Review of Gosford Park

Gosford Park (2001)
The Mystery is not the Murder
9 March 2003
If you're into murder mysteries, you might not like Gosford Park. It's a mystery, alright, and there is a murder; but, they're ancillary to the film. If there is a puzzle, it's the question of how the British nobility managed to survive as long as they did on their cachet of social prestige, why their indolence, concupiscence, social isolation, and wanton self-destructiveness didn't drive them to extinction, like the Romanoffs, long ago.

Both the servants and the nobility hate each other. A valet describes Lady McCordle as a `snobbish cow, completely `useless.' Another valet ridicules his master as thinking that he's `God almighty,' to which a maid replies, `They all do.' The upstairs nobility are all hopelessly incompetent; for example, when the butler demands the whereabouts of a guest from his valet, the valet replies: `I washed him and I dressed him and if he can't find his way to the drawing room, it's not my fault.' The upper classes are viewed as `pathetic.' The nobility, on the other hand, though they use their servants as sex toys and as their personal conduits of gossip, treat their servants as if they were burdens to be borne. Lady Trentham is typical: in the process of `breaking in' a new maid,' she acts as though she's bearing Christ's own crucifix. She exclaims, `There's nothing more exhausting, Is there?'

So the real mystery of the movie is why the system moved along as smoothly as it did in the face of all the glaring inconsistencies and injustices. Altman doesn't hit you over the head with an answer, but does suggest some clues; for example, in many ways, servants and masters are very similar. We see the social stratification amongst the servants themselves, and their love, like their masters, of humiliating others. We see the upper classes feeding off the human warmth of the lower, the lower classes feeding off the social prestige of the upper. The upper and the lower classes use each other. It's a false empowerment, but an empowerment just the same.

Just the same, the mystery goes unanswered when the movie is over, forcing you, the viewer, to puzzle it out for yourself.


(ABOUT THIS EXERCISE):
Report the count of lines below that include "States", without any other text.

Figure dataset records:
== Segment start ==
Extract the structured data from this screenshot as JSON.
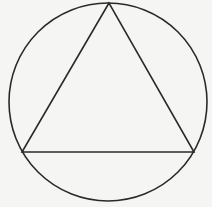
{
  "diagram": {
    "background": "#f5f5f3",
    "stroke_color": "#2a2a2a",
    "stroke_width": 1.6,
    "circle": {
      "cx": 108,
      "cy": 102,
      "r": 99
    },
    "triangle": {
      "vertices": [
        {
          "name": "top",
          "x": 109,
          "y": 3
        },
        {
          "name": "bottom-left",
          "x": 22,
          "y": 152
        },
        {
          "name": "bottom-right",
          "x": 194,
          "y": 152
        }
      ]
    }
  }
}
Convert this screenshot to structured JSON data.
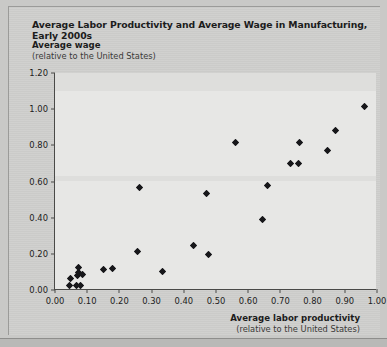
{
  "chart_data": {
    "type": "scatter",
    "title": "Average Labor Productivity and Average Wage in Manufacturing, Early 2000s",
    "ylabel_line1": "Average wage",
    "ylabel_line2": "(relative to the United States)",
    "xlabel_line1": "Average labor productivity",
    "xlabel_line2": "(relative to the United States)",
    "xlim": [
      0.0,
      1.0
    ],
    "ylim": [
      0.0,
      1.2
    ],
    "grid": false,
    "legend": null,
    "xticks": [
      "0.00",
      "0.10",
      "0.20",
      "0.30",
      "0.40",
      "0.50",
      "0.60",
      "0.70",
      "0.80",
      "0.90",
      "1.00"
    ],
    "xtick_values": [
      0.0,
      0.1,
      0.2,
      0.3,
      0.4,
      0.5,
      0.6,
      0.7,
      0.8,
      0.9,
      1.0
    ],
    "yticks": [
      "0.00",
      "0.20",
      "0.40",
      "0.60",
      "0.80",
      "1.00",
      "1.20"
    ],
    "ytick_values": [
      0.0,
      0.2,
      0.4,
      0.6,
      0.8,
      1.0,
      1.2
    ],
    "marker": "diamond",
    "marker_color": "#17171a",
    "points": [
      {
        "x": 0.045,
        "y": 0.025
      },
      {
        "x": 0.048,
        "y": 0.065
      },
      {
        "x": 0.068,
        "y": 0.025
      },
      {
        "x": 0.078,
        "y": 0.025
      },
      {
        "x": 0.07,
        "y": 0.08
      },
      {
        "x": 0.072,
        "y": 0.095
      },
      {
        "x": 0.074,
        "y": 0.125
      },
      {
        "x": 0.086,
        "y": 0.085
      },
      {
        "x": 0.15,
        "y": 0.115
      },
      {
        "x": 0.18,
        "y": 0.118
      },
      {
        "x": 0.262,
        "y": 0.565
      },
      {
        "x": 0.255,
        "y": 0.215
      },
      {
        "x": 0.335,
        "y": 0.1
      },
      {
        "x": 0.43,
        "y": 0.245
      },
      {
        "x": 0.47,
        "y": 0.535
      },
      {
        "x": 0.478,
        "y": 0.195
      },
      {
        "x": 0.56,
        "y": 0.815
      },
      {
        "x": 0.645,
        "y": 0.39
      },
      {
        "x": 0.66,
        "y": 0.58
      },
      {
        "x": 0.73,
        "y": 0.7
      },
      {
        "x": 0.755,
        "y": 0.7
      },
      {
        "x": 0.76,
        "y": 0.815
      },
      {
        "x": 0.845,
        "y": 0.77
      },
      {
        "x": 0.87,
        "y": 0.88
      },
      {
        "x": 0.96,
        "y": 1.015
      }
    ]
  }
}
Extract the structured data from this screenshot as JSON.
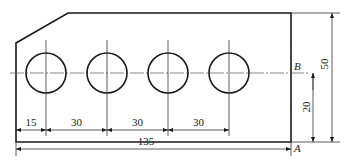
{
  "drawing": {
    "type": "mechanical-plate-with-holes",
    "colors": {
      "line": "#1a1a1a",
      "thin": "#333333",
      "background": "#ffffff"
    },
    "outline": {
      "points": [
        [
          16,
          43
        ],
        [
          68,
          13
        ],
        [
          291,
          13
        ],
        [
          291,
          142
        ],
        [
          16,
          142
        ]
      ]
    },
    "centerline_y": 73,
    "holes": [
      {
        "cx": 46,
        "cy": 73,
        "r": 20
      },
      {
        "cx": 107,
        "cy": 73,
        "r": 20
      },
      {
        "cx": 168,
        "cy": 73,
        "r": 20
      },
      {
        "cx": 229,
        "cy": 73,
        "r": 20
      }
    ],
    "datum_labels": {
      "B": "B",
      "A": "A"
    },
    "dimensions": {
      "horizontal": [
        {
          "label": "15",
          "x1": 16,
          "x2": 46,
          "y": 130
        },
        {
          "label": "30",
          "x1": 46,
          "x2": 107,
          "y": 130
        },
        {
          "label": "30",
          "x1": 107,
          "x2": 168,
          "y": 130
        },
        {
          "label": "30",
          "x1": 168,
          "x2": 229,
          "y": 130
        }
      ],
      "overall": {
        "label": "135",
        "x1": 16,
        "x2": 291,
        "y": 149
      },
      "vertical": [
        {
          "label": "20",
          "x": 313,
          "y1": 73,
          "y2": 142
        },
        {
          "label": "50",
          "x": 332,
          "y1": 13,
          "y2": 142
        }
      ]
    }
  }
}
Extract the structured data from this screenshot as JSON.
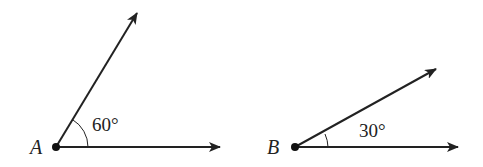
{
  "diagram": {
    "angles": [
      {
        "vertex_label": "A",
        "measure_label": "60°",
        "measure_deg": 60,
        "vertex": [
          56,
          147
        ],
        "ray_horizontal_end": [
          220,
          147
        ],
        "ray_upper_end": [
          137,
          13
        ],
        "arc_radius": 32
      },
      {
        "vertex_label": "B",
        "measure_label": "30°",
        "measure_deg": 30,
        "vertex": [
          295,
          147
        ],
        "ray_horizontal_end": [
          458,
          147
        ],
        "ray_upper_end": [
          436,
          69
        ],
        "arc_radius": 28
      }
    ],
    "colors": {
      "stroke": "#222222",
      "background": "#ffffff"
    }
  }
}
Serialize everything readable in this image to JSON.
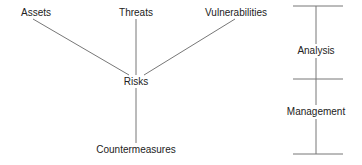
{
  "diagram": {
    "hub": {
      "label": "Risks",
      "x": 136,
      "y": 82
    },
    "inputs": [
      {
        "label": "Assets",
        "x": 36,
        "y": 13
      },
      {
        "label": "Threats",
        "x": 136,
        "y": 13
      },
      {
        "label": "Vulnerabilities",
        "x": 236,
        "y": 13
      }
    ],
    "output": {
      "label": "Countermeasures",
      "x": 136,
      "y": 150
    },
    "phases": [
      {
        "label": "Analysis",
        "x": 316,
        "y": 51
      },
      {
        "label": "Management",
        "x": 316,
        "y": 112
      }
    ],
    "line_color": "#777777"
  }
}
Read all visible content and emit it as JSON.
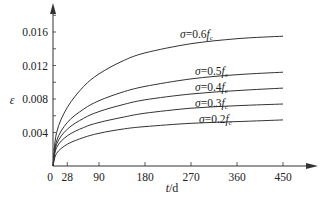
{
  "chart_data": {
    "type": "line",
    "title": "",
    "xlabel": "t/d",
    "ylabel": "ε",
    "xlim": [
      0,
      480
    ],
    "ylim": [
      0,
      0.018
    ],
    "xticks": [
      0,
      28,
      90,
      180,
      270,
      360,
      450
    ],
    "xtick_labels": [
      "0",
      "28",
      "90",
      "180",
      "270",
      "360",
      "450"
    ],
    "yticks": [
      0.004,
      0.008,
      0.012,
      0.016
    ],
    "ytick_labels": [
      "0.004",
      "0.008",
      "0.012",
      "0.016"
    ],
    "grid": false,
    "legend": "inline labels at curve ends",
    "x": [
      0,
      7,
      28,
      60,
      90,
      135,
      180,
      270,
      360,
      450
    ],
    "series": [
      {
        "name": "σ=0.6fc",
        "label_prefix": "σ=0.6",
        "label_f": "f",
        "label_sub": "c",
        "values": [
          0,
          0.004,
          0.007,
          0.0095,
          0.011,
          0.0125,
          0.0135,
          0.0146,
          0.0152,
          0.0155
        ]
      },
      {
        "name": "σ=0.5fc",
        "label_prefix": "σ=0.5",
        "label_f": "f",
        "label_sub": "c",
        "values": [
          0,
          0.003,
          0.0052,
          0.0068,
          0.0078,
          0.0088,
          0.0095,
          0.0104,
          0.0109,
          0.0112
        ]
      },
      {
        "name": "σ=0.4fc",
        "label_prefix": "σ=0.4",
        "label_f": "f",
        "label_sub": "c",
        "values": [
          0,
          0.0026,
          0.0044,
          0.0057,
          0.0065,
          0.0073,
          0.0079,
          0.0086,
          0.009,
          0.0093
        ]
      },
      {
        "name": "σ=0.3fc",
        "label_prefix": "σ=0.3",
        "label_f": "f",
        "label_sub": "c",
        "values": [
          0,
          0.0022,
          0.0036,
          0.0046,
          0.0052,
          0.0058,
          0.0063,
          0.0069,
          0.0072,
          0.0074
        ]
      },
      {
        "name": "σ=0.2fc",
        "label_prefix": "σ=0.2",
        "label_f": "f",
        "label_sub": "c",
        "values": [
          0,
          0.0015,
          0.0026,
          0.0034,
          0.0039,
          0.0044,
          0.0047,
          0.0051,
          0.0053,
          0.0055
        ]
      }
    ]
  },
  "style": {
    "line_color": "#333333",
    "axis_color": "#333333"
  }
}
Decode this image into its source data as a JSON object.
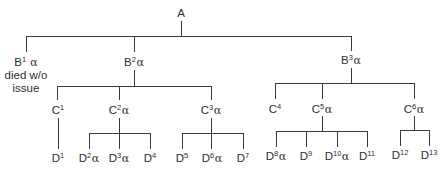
== Segment end ==
(WRITTEN SOLUTION):
2